**Task**
Would you reproduce exactly the lines below from the one holding "The image size is (1587, 892)." through the one holding "What do you see at coordinates (601, 215)", inclusive, and no others?

**Data under study**
━━━━━━━━━━━━━━━━
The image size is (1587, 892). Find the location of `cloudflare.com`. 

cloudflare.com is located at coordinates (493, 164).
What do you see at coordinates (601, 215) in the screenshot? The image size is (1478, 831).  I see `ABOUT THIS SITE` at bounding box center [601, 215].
━━━━━━━━━━━━━━━━
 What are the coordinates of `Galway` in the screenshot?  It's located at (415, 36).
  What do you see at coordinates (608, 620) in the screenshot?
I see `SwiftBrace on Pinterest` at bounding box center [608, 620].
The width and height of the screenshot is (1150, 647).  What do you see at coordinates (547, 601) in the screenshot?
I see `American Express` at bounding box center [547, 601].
━━━━━━━━━━━━━━━━
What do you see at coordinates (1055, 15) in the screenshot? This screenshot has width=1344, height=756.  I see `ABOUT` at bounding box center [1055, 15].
━━━━━━━━━━━━━━━━
**Solution to the exercise**
The image size is (1587, 892). Find the location of `cloudflare.com`. 

cloudflare.com is located at coordinates (493, 164).
What do you see at coordinates (601, 215) in the screenshot? The image size is (1478, 831).  I see `ABOUT THIS SITE` at bounding box center [601, 215].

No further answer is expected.